Matrix multiplication question

Ok, so lately I have been writing a simple rendering engine for iOS using OpenGL es 2.0 spec. To do anything moderately exciting requires adding back in the model, view and projection matricies.

One of the most common operations a graphics engine performs is 4x4 matrix multiplication, which in itself performed many times in a given frame is quite computationally expensive:

matrix[0]  = m1[0]*m2[0]  +  m1[1]*m2[4]  + m1[2]*m2[8]   + m1[3]*m2[12];
matrix[1]  = m1[0]*m2[1]  +  m1[1]*m2[5]  + m1[2]*m2[9]   + m1[3]*m2[13];
matrix[2]  = m1[0]*m2[2]  +  m1[1]*m2[6]  + m1[2]*m2[10]  + m1[3]*m2[14];
…

matrix[15] = m1[12]*m2[3] +  m1[13]*m2[7] + m1[14]*m2[11] + m1[15]*m2[15];

Now for the sake of optimisation on the CPU side, I could setup a matrix multiplication daemon with threading to split the load.

However, the shader language gives the inbuilt matrix primitive and operations.

uniform mat4 m_model;
uniform mat4 m_view;
uniform mat4 m_projection;

gl_Position = m_projection * m_view * m_model * v_position;

Now my question is, is the matrix multiplication as expressed in the shader language (and presumable executed on the GPU) optimised? Does the matrix multiplication happen serially or in parallel? Is it better to send a precomputed on the CPU model view projection matrix to the vertex shader or is what I am doing here ok?

The difference between doing the computation on the CPU vs the vertex shader is that computations done on the vertex shader are done per vertex. If you have a model with 10000 vertices, it’s almost always better to compute a combined model-view-projection matrix on the CPU, since it’s 10000 times fewer computations (even though GPUs are very efficient at arithmetic). If your models have only 4 vertices, it’s going to make very little difference - the bottleneck will be the draw call overheads rather than arithmetic.

Another tip is that if you are applying several matrices to a vector in a shader, use matrix-vector multiplications. Your example is equivalent to


gl_Position = ((m_projection * m_view) * m_model) * v_position;

at 64 + 64 + 16 = 144 multiplications, but


gl_Position = m_projection * (m_view * (m_model * v_position));

needs only 16 + 16 + 16 = 48 multiplications. A smart compiler might make that transformation for you, but it’s better to be on the safe side.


**PROBLEM REQUIREMENTS**
Count each line below that has the word "Reports" in it, and give only the total.

(Source records)
--- START ---

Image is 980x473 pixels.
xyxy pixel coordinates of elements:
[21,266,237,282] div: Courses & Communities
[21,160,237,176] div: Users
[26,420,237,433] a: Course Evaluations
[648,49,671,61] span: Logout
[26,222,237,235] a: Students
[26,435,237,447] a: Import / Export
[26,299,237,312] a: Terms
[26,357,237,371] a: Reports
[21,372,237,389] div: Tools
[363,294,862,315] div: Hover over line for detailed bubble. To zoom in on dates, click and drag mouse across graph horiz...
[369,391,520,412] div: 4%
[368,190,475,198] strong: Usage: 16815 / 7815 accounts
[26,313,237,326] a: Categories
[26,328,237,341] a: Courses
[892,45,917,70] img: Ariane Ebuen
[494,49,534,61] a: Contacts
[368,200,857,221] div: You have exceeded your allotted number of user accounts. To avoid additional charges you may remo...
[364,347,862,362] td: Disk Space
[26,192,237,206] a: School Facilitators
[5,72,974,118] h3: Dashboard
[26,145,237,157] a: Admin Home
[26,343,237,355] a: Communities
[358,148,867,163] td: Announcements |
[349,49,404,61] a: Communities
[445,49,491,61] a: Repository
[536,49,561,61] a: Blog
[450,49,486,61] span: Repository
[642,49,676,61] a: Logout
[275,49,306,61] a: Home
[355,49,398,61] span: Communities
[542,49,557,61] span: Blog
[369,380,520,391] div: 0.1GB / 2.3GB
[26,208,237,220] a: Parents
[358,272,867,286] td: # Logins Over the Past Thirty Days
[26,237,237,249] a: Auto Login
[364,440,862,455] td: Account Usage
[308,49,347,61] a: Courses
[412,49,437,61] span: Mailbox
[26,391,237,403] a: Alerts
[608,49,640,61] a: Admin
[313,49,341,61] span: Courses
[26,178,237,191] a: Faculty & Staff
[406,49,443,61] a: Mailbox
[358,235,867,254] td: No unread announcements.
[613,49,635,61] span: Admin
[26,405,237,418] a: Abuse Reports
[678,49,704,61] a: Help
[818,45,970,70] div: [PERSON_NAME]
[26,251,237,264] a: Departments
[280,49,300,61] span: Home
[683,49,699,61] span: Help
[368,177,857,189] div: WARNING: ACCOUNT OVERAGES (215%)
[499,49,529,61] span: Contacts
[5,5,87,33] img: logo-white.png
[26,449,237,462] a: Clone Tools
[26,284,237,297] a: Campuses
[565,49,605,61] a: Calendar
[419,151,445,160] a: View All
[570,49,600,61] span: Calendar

--- END ---
--- START ---

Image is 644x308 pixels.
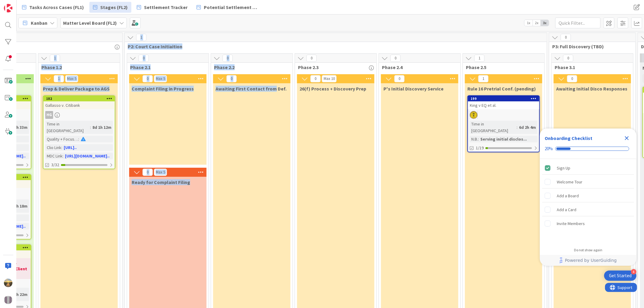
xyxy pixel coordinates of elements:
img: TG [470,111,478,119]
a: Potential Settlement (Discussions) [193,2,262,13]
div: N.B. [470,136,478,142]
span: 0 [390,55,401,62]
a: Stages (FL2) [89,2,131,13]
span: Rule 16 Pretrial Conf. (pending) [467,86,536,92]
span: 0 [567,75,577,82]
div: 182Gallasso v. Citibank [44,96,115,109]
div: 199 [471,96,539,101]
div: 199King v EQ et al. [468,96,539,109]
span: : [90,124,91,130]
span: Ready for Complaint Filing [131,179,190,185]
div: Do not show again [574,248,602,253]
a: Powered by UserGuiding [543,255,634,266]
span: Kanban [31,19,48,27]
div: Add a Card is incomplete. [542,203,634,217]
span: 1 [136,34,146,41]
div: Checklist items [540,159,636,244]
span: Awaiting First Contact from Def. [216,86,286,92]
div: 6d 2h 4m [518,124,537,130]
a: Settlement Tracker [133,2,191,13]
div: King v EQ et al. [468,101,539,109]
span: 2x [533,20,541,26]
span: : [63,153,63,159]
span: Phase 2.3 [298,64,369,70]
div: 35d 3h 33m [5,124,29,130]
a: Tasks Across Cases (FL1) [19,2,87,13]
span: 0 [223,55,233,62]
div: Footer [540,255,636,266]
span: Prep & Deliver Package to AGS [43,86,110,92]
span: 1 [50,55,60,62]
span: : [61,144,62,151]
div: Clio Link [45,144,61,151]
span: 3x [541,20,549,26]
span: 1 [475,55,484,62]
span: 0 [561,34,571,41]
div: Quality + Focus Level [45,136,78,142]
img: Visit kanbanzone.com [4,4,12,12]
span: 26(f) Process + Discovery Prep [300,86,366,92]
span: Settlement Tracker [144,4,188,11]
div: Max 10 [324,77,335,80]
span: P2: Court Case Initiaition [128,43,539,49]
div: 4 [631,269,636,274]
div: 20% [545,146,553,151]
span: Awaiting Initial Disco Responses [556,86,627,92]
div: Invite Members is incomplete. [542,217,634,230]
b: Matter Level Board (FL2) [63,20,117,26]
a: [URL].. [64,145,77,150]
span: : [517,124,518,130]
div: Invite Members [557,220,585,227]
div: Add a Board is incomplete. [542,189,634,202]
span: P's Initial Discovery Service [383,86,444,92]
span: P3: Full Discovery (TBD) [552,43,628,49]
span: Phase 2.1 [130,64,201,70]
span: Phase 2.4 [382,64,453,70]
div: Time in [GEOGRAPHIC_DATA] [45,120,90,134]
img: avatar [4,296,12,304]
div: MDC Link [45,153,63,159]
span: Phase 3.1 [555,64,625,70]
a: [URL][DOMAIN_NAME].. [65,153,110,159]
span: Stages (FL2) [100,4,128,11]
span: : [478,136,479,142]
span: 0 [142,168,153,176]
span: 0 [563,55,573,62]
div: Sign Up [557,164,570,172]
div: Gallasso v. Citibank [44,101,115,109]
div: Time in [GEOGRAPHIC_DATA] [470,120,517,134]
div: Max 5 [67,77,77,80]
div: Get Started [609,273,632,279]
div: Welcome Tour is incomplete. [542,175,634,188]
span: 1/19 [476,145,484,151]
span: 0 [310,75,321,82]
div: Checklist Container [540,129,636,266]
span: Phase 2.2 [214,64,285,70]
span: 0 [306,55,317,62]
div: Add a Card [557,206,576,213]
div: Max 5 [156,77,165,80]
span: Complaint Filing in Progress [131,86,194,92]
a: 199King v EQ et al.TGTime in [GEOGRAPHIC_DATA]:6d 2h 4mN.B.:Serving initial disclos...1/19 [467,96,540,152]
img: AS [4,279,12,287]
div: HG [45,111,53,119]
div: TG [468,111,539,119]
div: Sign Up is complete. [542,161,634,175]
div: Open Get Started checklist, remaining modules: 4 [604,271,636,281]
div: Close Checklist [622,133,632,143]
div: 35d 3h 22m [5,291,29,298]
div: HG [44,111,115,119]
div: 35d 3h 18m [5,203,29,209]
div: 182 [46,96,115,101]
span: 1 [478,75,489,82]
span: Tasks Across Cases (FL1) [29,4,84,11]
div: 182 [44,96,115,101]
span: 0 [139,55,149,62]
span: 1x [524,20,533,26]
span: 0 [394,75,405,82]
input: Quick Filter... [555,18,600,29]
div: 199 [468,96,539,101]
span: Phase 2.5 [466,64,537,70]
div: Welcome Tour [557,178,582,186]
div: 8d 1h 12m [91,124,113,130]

--- END ---

**RESPONSE BOX**
2